A convertible bond pays interest like a conventional bond but includes an embedded option to convert each bond into a specified number of common shares (the conversion ratio) at a fixed conversion price. The bondholder benefits if the issuer's share price rises above the conversion price: the convertible can then be exchanged for shares worth more than the bond's face value. Because of this embedded equity option, convertible bonds typically offer a lower coupon than comparable straight (non-convertible) bonds issued by the same issuer. The conversion price is usually set at a 20-40% premium to the share price at issuance. Convertibles rank as unsecured debt in the issuer's capital structure - senior to common equity but junior to secured creditors. Key exam points: the conversion premium measures how far the stock must rise before conversion is economically attractive; convertible prices have a floor at the investment value (the bond's value if conversion did not exist) and a ceiling tied to the conversion value (number of shares times current share price).

Source

CSA prospectus disclosure requirements; CIRO IDPC KYP obligations for complex securities; verify current NI 41-101 requirements

Where this shows up on the CIRE

  • Outcome 5.3

Test yourself

Two real CIRE-bank questions on this exact outcome. Click to reveal the answer and the rule citation.

  1. 1

    Statistics Canada releases a monthly report showing the Consumer Price Index (CPI) increased by 4.1% year-over-year, above the Bank of Canada's 2% target. Which economic indicator has been reported, and what is its primary significance for investment analysis?
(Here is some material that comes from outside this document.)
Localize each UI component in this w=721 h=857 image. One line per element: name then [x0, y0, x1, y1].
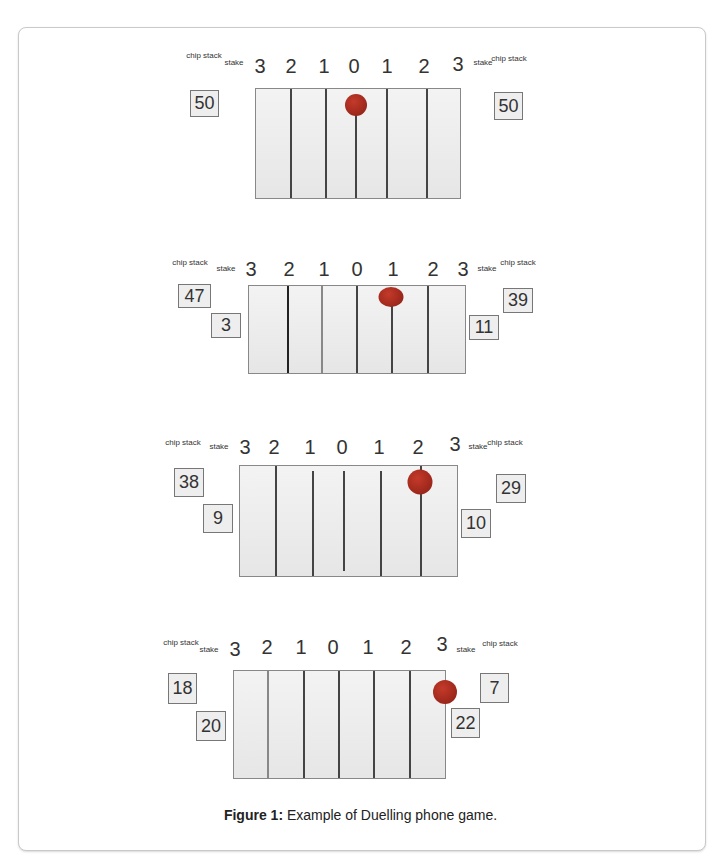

    Outcome 5.3 · click for answer

    A.The CPI measures the change in the price of a fixed basket of consumer goods and services over time; a reading above the Bank of Canada's 2% target signals that inflation is running hot, which may lead the Bank to raise its overnight rate to reduce demand and bring inflation back toward target.Correct
    B.The CPI measures the trade balance; a 4.1% reading means Canada is importing more than it exports.
    C.The CPI measures corporate earnings growth; a 4.1% reading signals that corporate profits are rising.
    D.The CPI measures unemployment; a 4.1% reading means unemployment has risen significantly.

    The Consumer Price Index (CPI) published by Statistics Canada measures changes in the price of a fixed basket of goods and services purchased by Canadian households. It is Canada's primary inflation indicator. The Bank of Canada targets inflation of 2% (within a 1% to 3% control range). A CPI reading of 4.1% year-over-year indicates above-target inflation, which historically leads the Bank to raise its policy rate to cool demand. This has direct implications for fixed income prices, equity valuations, and currency movements.

  2. 2

    A registrant is explaining economic indicators to a client. The client asks what the Consumer Price Index measures and why it matters for investment decisions. Which response is most accurate?
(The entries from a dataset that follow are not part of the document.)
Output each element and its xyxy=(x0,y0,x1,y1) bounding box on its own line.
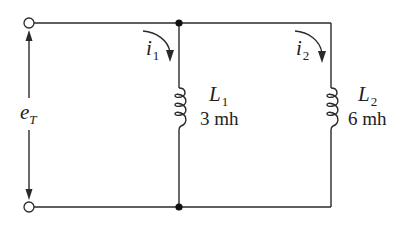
current-label-i1: i1 xyxy=(146,38,159,59)
inductor-l2-sub: 2 xyxy=(371,94,378,109)
inductor-value-l1: 3 mh xyxy=(200,109,239,128)
inductor-label-l2: L2 xyxy=(358,84,377,105)
inductor-l2-main: L xyxy=(358,82,370,106)
current-i2-main: i xyxy=(296,36,302,60)
terminal-top xyxy=(24,18,34,28)
source-voltage-label: eT xyxy=(20,102,37,123)
inductor-label-l1: L1 xyxy=(209,84,228,105)
current-i1-main: i xyxy=(146,36,152,60)
terminal-bottom xyxy=(24,202,34,212)
current-i1-sub: 1 xyxy=(153,48,160,63)
junction-top xyxy=(175,19,182,26)
inductor-l1-main: L xyxy=(209,82,221,106)
inductor-l2 xyxy=(327,23,338,207)
coil-icon xyxy=(327,88,338,130)
inductor-l1-value: 3 mh xyxy=(200,108,239,129)
arrow-up-icon xyxy=(26,30,33,41)
arrow-down-icon xyxy=(26,189,33,200)
inductor-l1-sub: 1 xyxy=(222,94,229,109)
coil-icon xyxy=(175,88,186,130)
inductor-value-l2: 6 mh xyxy=(348,109,387,128)
inductor-l2-value: 6 mh xyxy=(348,108,387,129)
source-label-sub: T xyxy=(29,112,36,127)
inductor-l1 xyxy=(175,23,186,207)
source-label-main: e xyxy=(20,100,29,124)
current-i2-sub: 2 xyxy=(303,48,310,63)
current-label-i2: i2 xyxy=(296,38,309,59)
junction-bottom xyxy=(175,203,182,210)
arrow-down-icon xyxy=(166,50,174,62)
arrow-down-icon xyxy=(318,51,326,63)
    Outcome 5.3 · click for answer

    A.The CPI measures the total market value of all goods and services produced in Canada during a quarter, making it the primary measure of economic output.
    B.The CPI measures changes in the average prices of a fixed basket of goods and services purchased by Canadian households and is the primary indicator used to track inflation, which directly influences interest rate decisions and the real return on fixed income investments.Correct
    C.The CPI measures unemployment rates among manufacturing workers and is used exclusively by labour market economists.
    D.The CPI measures the profitability of the S&P/TSX Composite Index constituent companies and is used to forecast equity market returns.

    The Consumer Price Index tracks changes in the average price of a representative basket of goods and services purchased by Canadian households, serving as the primary measure of inflation in Canada. Inflation directly affects investment decisions: it erodes the real return on fixed income securities, influences the Bank of Canada's policy rate decisions, and affects the purchasing power of savings. GDP measures total economic output, unemployment measures labour market conditions, and corporate profitability is tracked through earnings reports; not the CPI.